IBM's new AI model makes predicting solar storms a breeze

  • IBM teamed with NASA to develop an AI model capable of predicting solar flares well before they occur
  • Solar weather is known to negatively impact communications systems, including GPS and satellite broadband
  • The model is being offered in both model libraries and as an open-source model

Here comes the Sun, or rather Surya, a new AI model from IBM and NASA that can help predict violent solar flares that impact astronauts, GPS and communications systems.

The model was created using 9 years of raw data from NASA’s Solar Dynamics Observatory and aims to advance solar weather forecasting. Thus far, it seems to provide an extra hour of warning time in predicting solar flares and a 16% improvement in classifying flare types.

IBM said the model will initially be tested and used primarily by the scientific community. Think of folks in the solar physics community who are trying to gain a better understanding of what’s happening on the Sun.

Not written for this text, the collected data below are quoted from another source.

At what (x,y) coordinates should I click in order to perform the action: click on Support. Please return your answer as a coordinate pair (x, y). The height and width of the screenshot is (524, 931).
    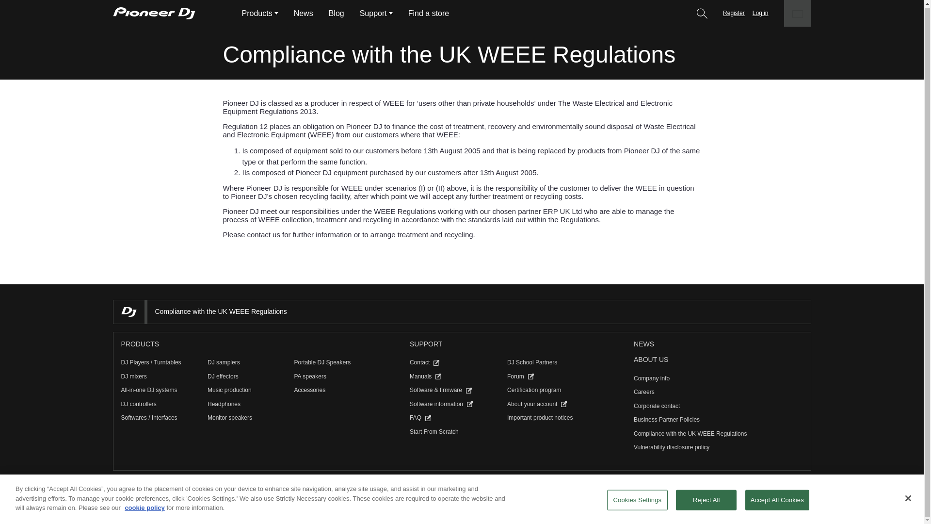
    Looking at the image, I should click on (373, 13).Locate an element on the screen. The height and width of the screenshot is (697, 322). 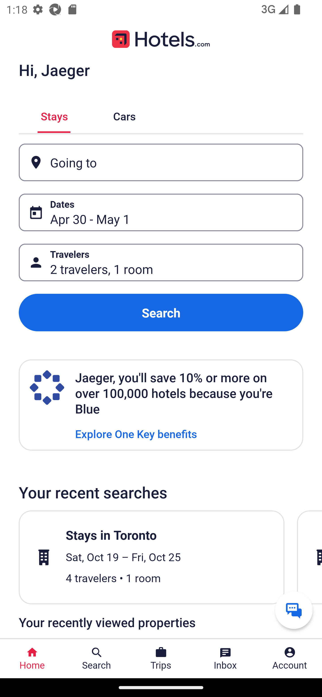
Cars is located at coordinates (124, 115).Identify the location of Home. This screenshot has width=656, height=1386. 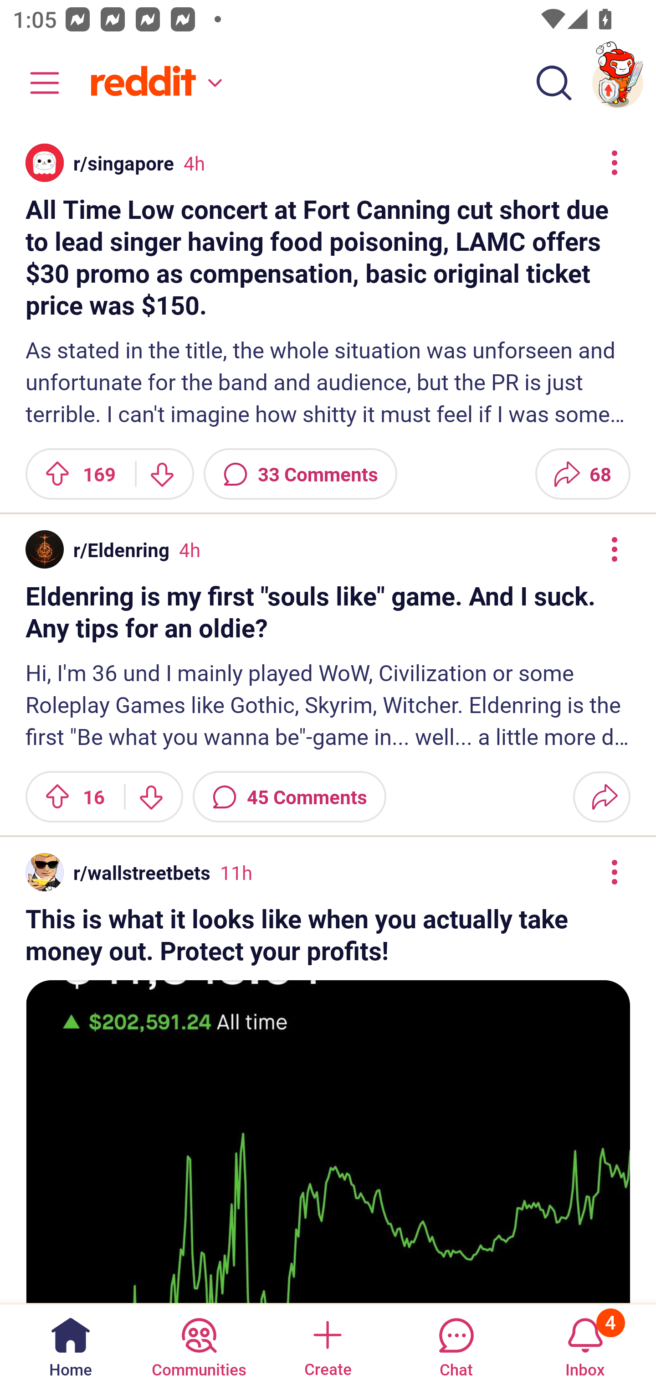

The model could also be useful for telecom, as satellites, which are increasingly being used for home broadband and mobile connections, are susceptible to interference from solar events like flares and buildups of extreme ultraviolet radiation.

“Space weather is known to impact power systems, satellites, GPS positioning and communication cables,” Johannes Schmude, IBM Senior Research Scientist, told Fierce.

Notably, Starlink in February 2022 lost 38 of 49 satellites it launched into space due to solar-driven geomagnetic storms. Starlink’s satellite broadband service also suffered a solar-caused disruption in May 2024. Some super smart science people did a deep, DEEP dive into exactly why and how solar weather impacts satellites, but the TL:DR version goes something like geomagnetic storms + satellites = bad news.

“The largest known solar storm in history, the Carrington Event of 1859, caused telegraph stations to spark and catch fire,” Schmude continued. “Now that our world is so much more dependent on technology for our infrastructure, we are even more vulnerable to solar activity that can disrupt Earth’s geomagnetic field."

Eventually, once the scientific community has put the model through its paces, telecom engineers and others can use the model to better understand the impact of solar events on their equipment, Schmude added.

Surya is being made available on Hugging Face, GitHub and TerraTorch, with an open source version called SuryaBench also up for grabs.